Vivendi Goes For Hell Or High Water

Business wires are reporting that Vivendi’s euro 1.63 billion (US$2.07 billion) deal to buy BMG Music Publishing is based on the “Hell Or High Water” approach, so called because the buyer bears the financial burden if the monopolies authorities object.

If the European Commission has a problem with the deal – it’s already facing opposition from the independent music companies – the German media giant gets paid its money just the same.

The French company knows the risks involved. It employed a similar strategy to BMG when it was a seller needing to see a quick cash return on assets.

During the Vivendi fire sale of 2002, a time when the company was said to be close to collapsing under a US$20 billion mountain of debt, it hived off its publishing interests, including the best-selling dictionaries put out by Larousse and Le Robert, for a reported euro 1.25 billion.

Lagardere, the purchaser, took all the risks on regulatory approval and the deal was done and Vivendi was paid within a couple of months.

Lagardere was making big money out of its aerospace business and producing cars for Renault, but what concerned the regulators was that it would give the company too much of the French publishing market. It has a huge stable of magazines including Elle and Car & Driver.

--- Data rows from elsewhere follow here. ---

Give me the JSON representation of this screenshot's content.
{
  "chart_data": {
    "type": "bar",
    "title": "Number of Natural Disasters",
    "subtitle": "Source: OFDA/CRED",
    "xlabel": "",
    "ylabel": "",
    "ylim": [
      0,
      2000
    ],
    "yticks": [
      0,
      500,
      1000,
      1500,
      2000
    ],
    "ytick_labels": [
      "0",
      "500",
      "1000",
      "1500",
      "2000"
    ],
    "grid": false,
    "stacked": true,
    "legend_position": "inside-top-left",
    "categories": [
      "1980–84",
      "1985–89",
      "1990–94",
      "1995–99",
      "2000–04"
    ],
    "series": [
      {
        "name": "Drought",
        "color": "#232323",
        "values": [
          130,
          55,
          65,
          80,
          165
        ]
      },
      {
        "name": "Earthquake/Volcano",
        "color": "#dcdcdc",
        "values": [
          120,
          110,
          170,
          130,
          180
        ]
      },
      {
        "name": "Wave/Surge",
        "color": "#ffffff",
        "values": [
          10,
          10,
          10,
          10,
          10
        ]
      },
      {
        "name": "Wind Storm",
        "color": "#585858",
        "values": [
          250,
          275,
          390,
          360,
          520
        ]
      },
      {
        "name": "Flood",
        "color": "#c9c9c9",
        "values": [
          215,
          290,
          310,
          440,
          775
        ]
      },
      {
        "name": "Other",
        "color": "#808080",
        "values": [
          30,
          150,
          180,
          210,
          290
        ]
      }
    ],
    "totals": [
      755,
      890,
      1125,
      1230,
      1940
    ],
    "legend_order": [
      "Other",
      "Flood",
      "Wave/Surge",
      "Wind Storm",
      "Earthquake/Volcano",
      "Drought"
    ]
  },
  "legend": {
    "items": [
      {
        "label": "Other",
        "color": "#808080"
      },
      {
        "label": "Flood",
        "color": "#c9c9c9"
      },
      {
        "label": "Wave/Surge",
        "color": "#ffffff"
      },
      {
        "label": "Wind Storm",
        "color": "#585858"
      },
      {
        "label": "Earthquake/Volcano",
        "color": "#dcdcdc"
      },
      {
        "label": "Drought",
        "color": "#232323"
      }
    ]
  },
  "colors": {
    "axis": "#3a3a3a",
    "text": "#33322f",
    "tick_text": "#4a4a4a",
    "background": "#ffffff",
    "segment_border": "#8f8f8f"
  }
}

The EC approved the Vivendi purchase, but only subject to Lagardere disposing of the equivalent of half of its new assets. Waiting for the ruling – and then selling off the requisite assets – took Lagardere a little more than two years.

Some newspaper reports suggest the European regulators aren’t happy with this acquisition technique. It’s based on the principle that the risk of owning an asset falls on the buyer, leaving the vendor as custodian of a business that it’s already sold.

Vivendi appears to have hedged some of its bets by operating BMG Music Publishing as an entirely separate business to its own music publishing interests, thereby greatly cutting the cost of unraveling the two businesses should the EC rule against the deal.

The EC is also said to be concerned about the number of companies using this “Hell Or High Water” strategy. Cable operator Liberty Global is using it to buy Czech company Karneval for US$416 million, with JPMorgan and Deutsche Bank overseeing the deal.

Denver-based Liberty Global, Europe’s largest supplier of cable services, already owns the Czech Republic’s top cable provider, so there was regulatory risk inherent in buying the country’s number two.

However, the strategy is more common in the media sector because there are often extra layers of regulatory clearance needed due to heightened concerns about concentration.